*Assigned task*.
Pictures stay out of the output. Return exactly the lines below from the one with "The width and height of the screenshot is (568, 320)." down to the one with "Task: Click on", both included, and nothing more.
*** Data shown ***
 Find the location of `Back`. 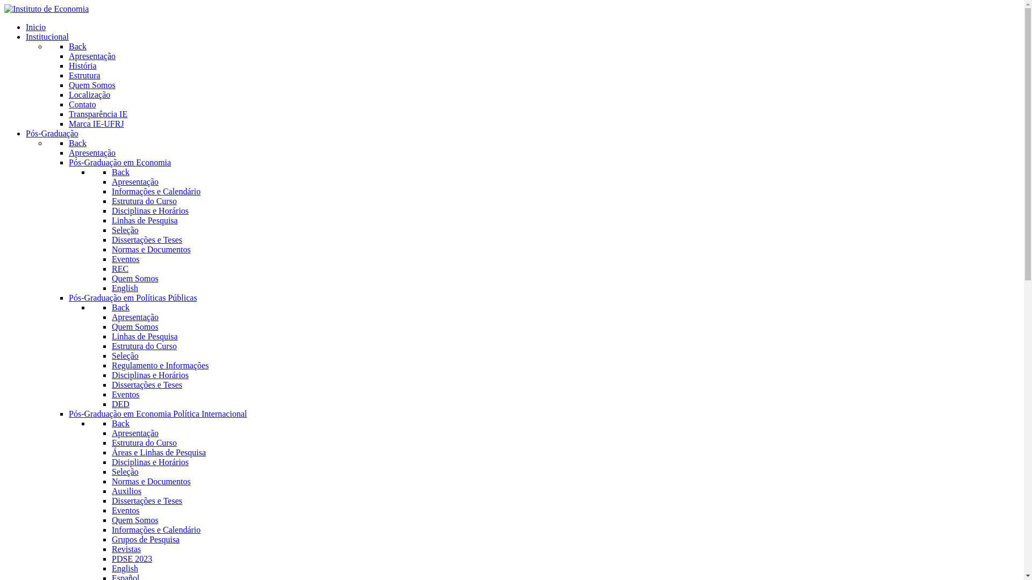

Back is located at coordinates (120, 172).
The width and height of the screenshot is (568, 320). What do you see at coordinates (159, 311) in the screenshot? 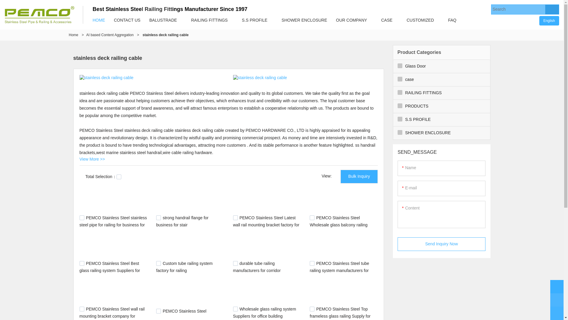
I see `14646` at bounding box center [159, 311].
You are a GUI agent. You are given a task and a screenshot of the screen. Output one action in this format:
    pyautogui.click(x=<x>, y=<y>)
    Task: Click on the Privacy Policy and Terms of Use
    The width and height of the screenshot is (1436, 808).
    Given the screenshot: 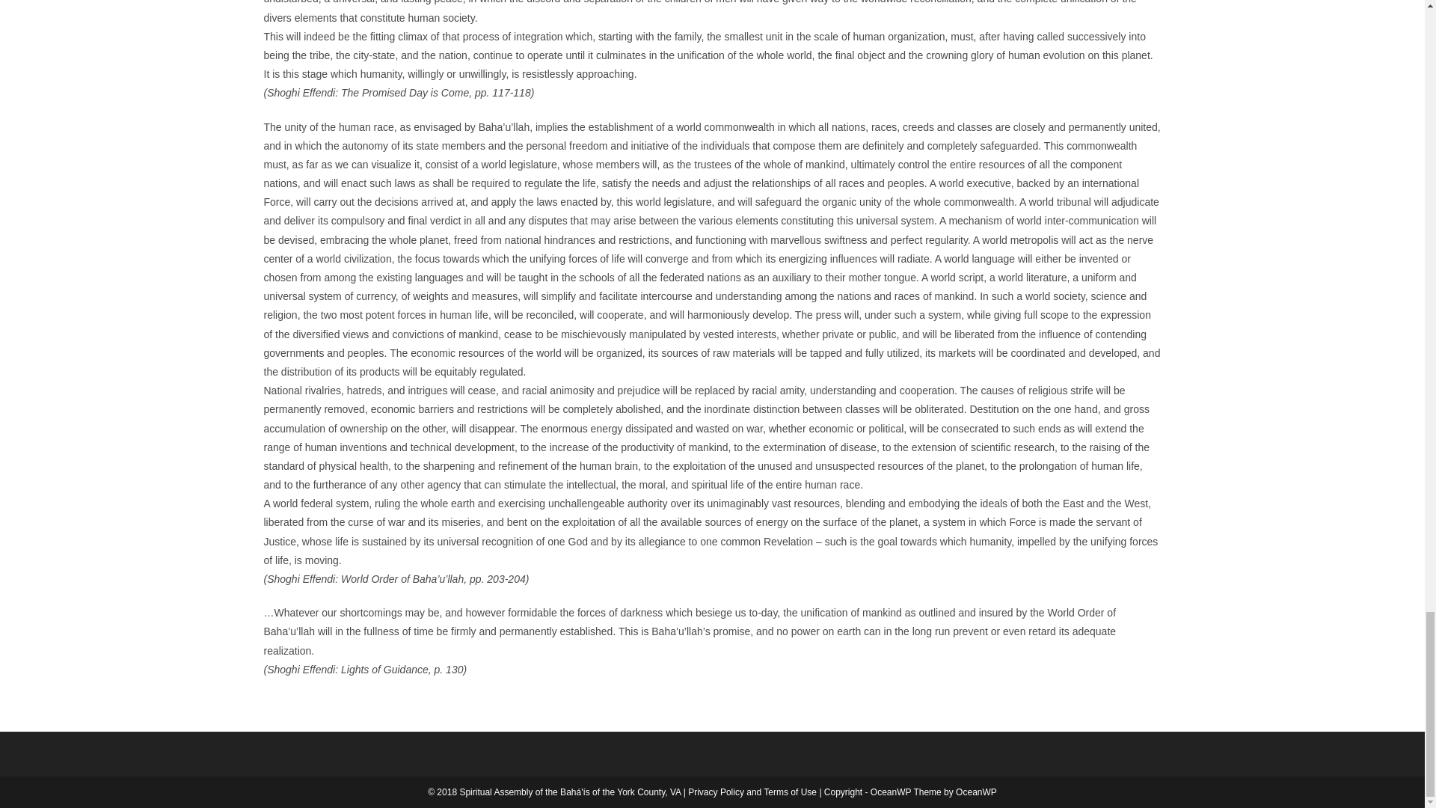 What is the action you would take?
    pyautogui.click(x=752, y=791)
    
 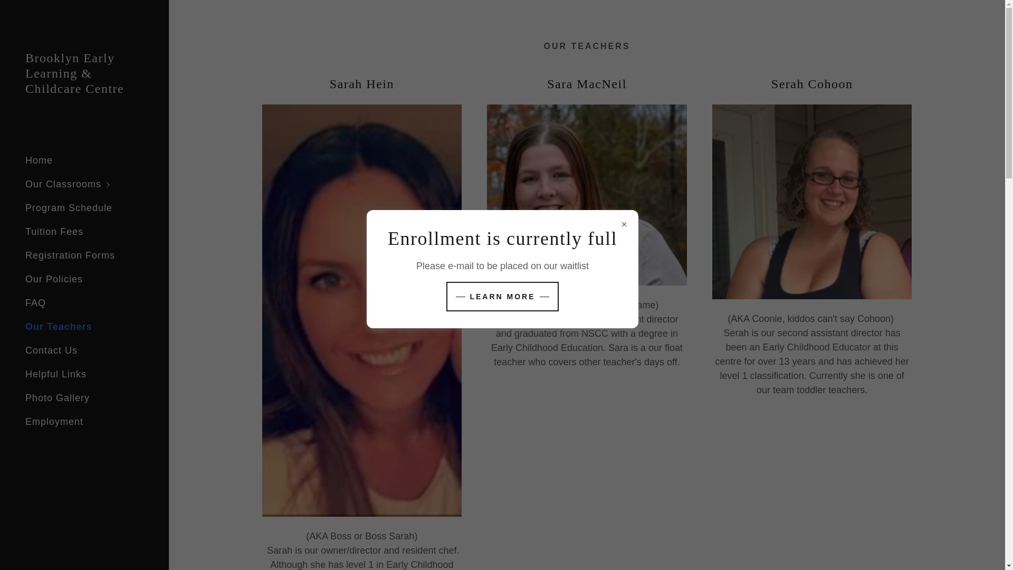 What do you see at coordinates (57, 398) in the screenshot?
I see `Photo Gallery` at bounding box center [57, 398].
*** End of Data shown ***
*** Data shown ***
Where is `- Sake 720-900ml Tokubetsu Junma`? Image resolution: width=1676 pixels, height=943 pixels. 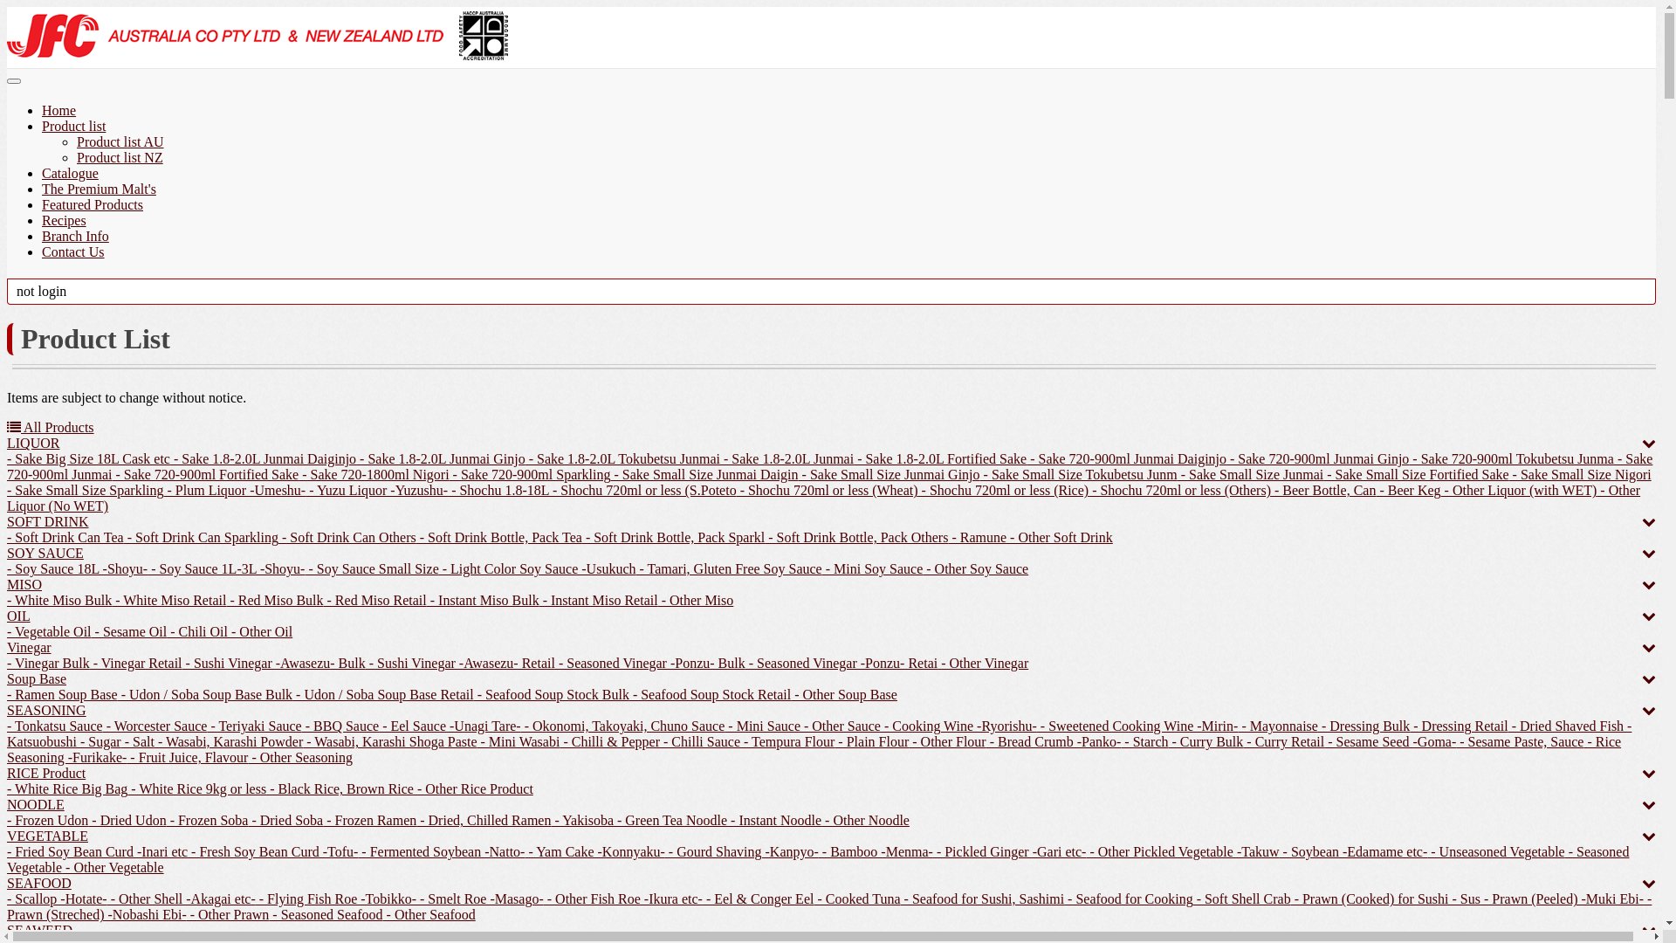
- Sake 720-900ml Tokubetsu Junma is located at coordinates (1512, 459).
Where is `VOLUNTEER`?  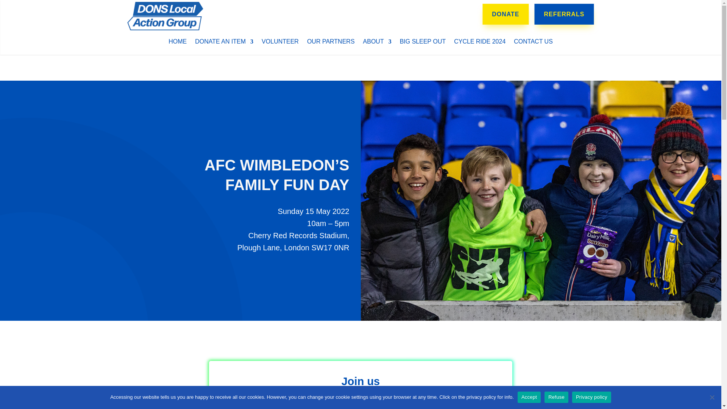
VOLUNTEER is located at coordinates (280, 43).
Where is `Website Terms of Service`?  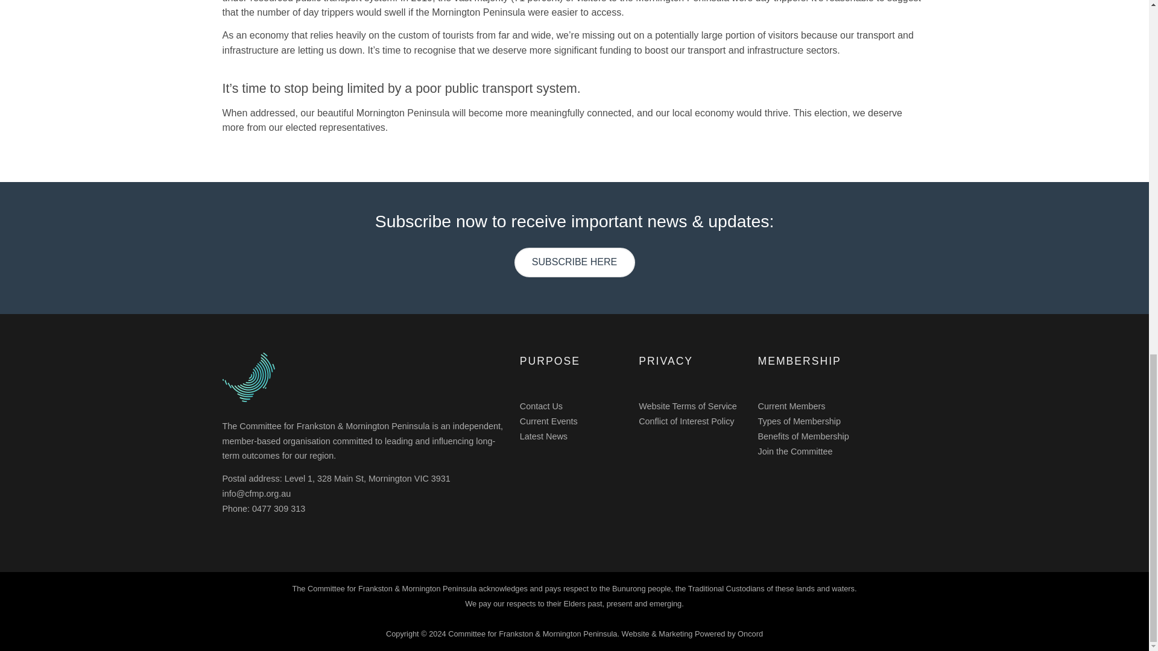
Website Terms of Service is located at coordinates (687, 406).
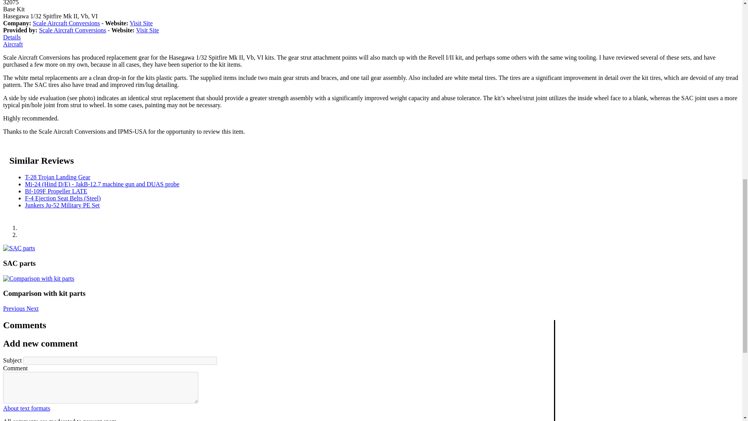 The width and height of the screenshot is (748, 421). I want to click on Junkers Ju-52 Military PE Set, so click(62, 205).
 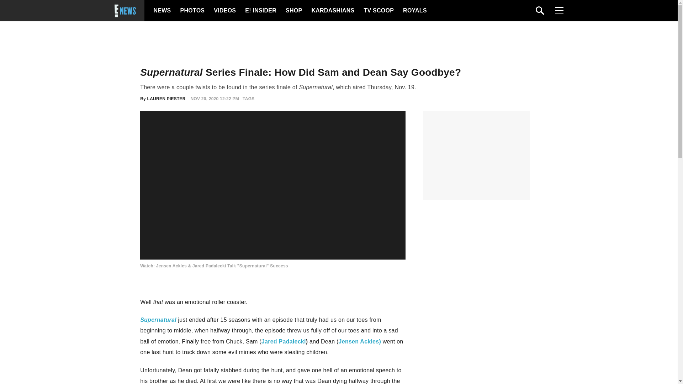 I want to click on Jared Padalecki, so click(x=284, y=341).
*** End of Data shown ***
*** Data shown ***
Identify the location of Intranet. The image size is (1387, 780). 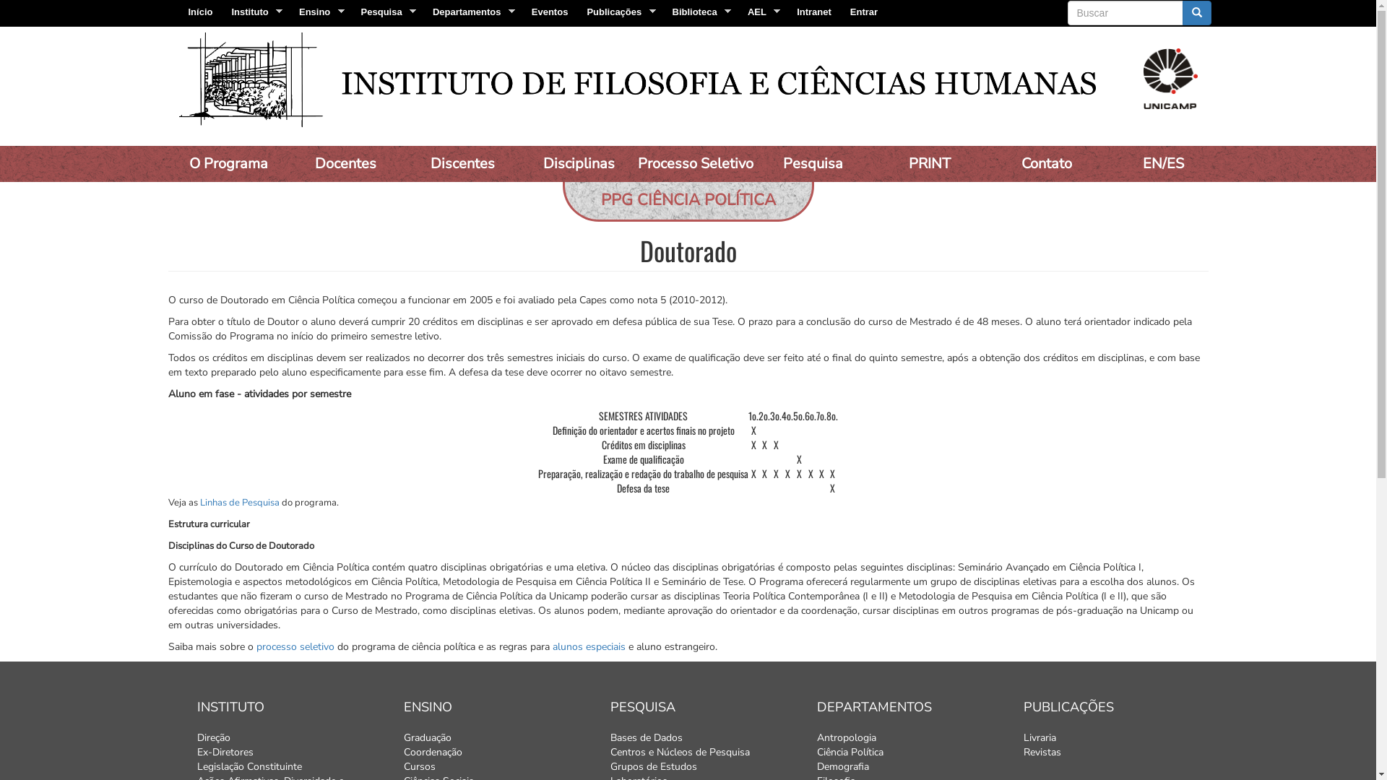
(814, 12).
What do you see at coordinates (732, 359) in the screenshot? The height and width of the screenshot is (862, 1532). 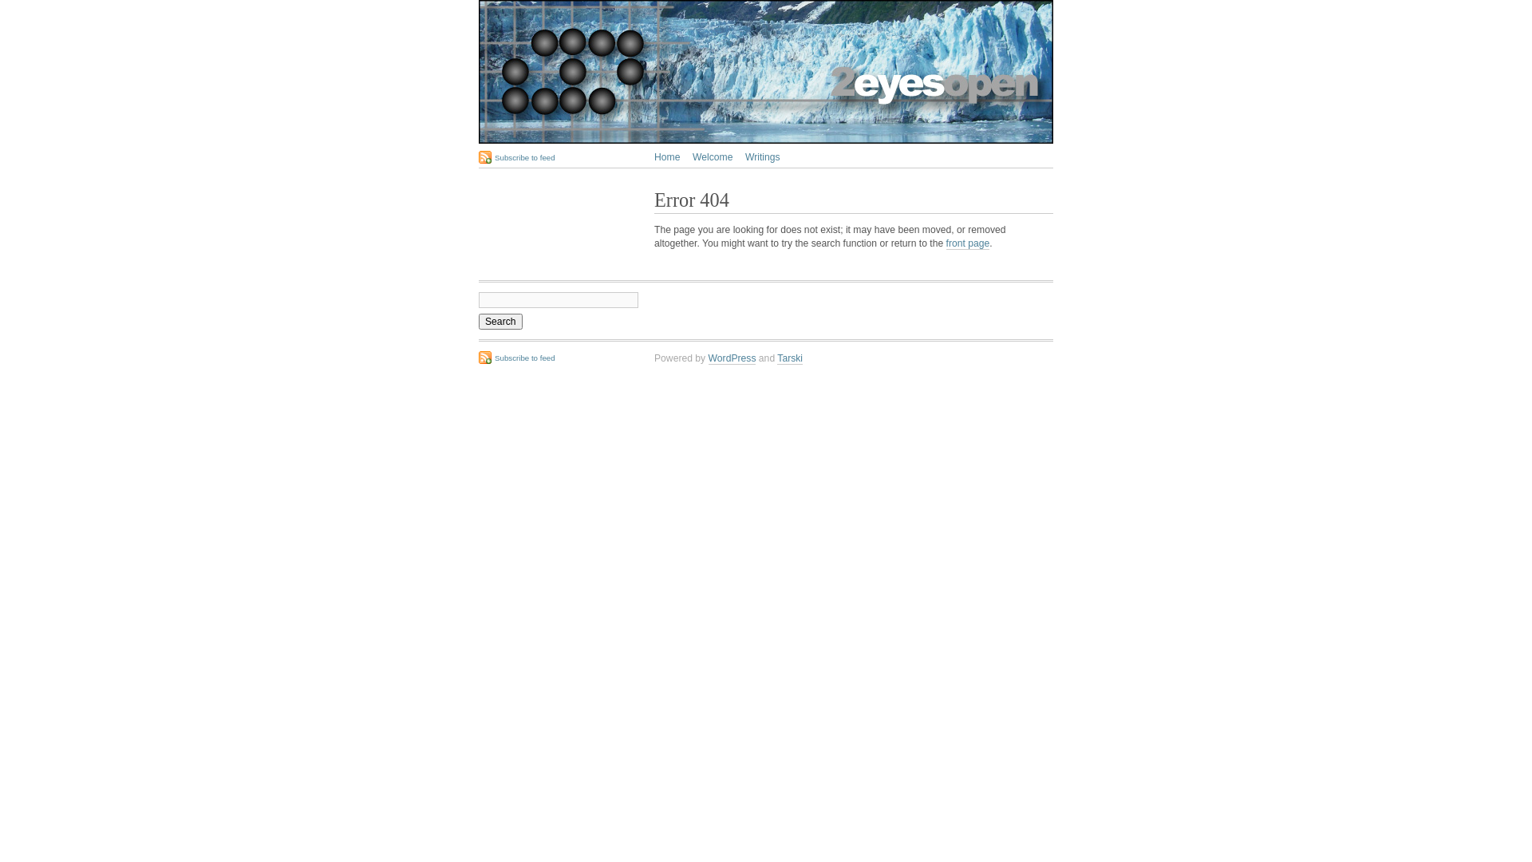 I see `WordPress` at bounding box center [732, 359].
*** End of Data shown ***
*Written answer*.
The width and height of the screenshot is (568, 320). What do you see at coordinates (159, 311) in the screenshot? 
I see `14646` at bounding box center [159, 311].
You are a GUI agent. You are given a task and a screenshot of the screen. Output one action in this format:
    pyautogui.click(x=<x>, y=<y>)
    Task: Click on the Privacy Policy and Terms of Use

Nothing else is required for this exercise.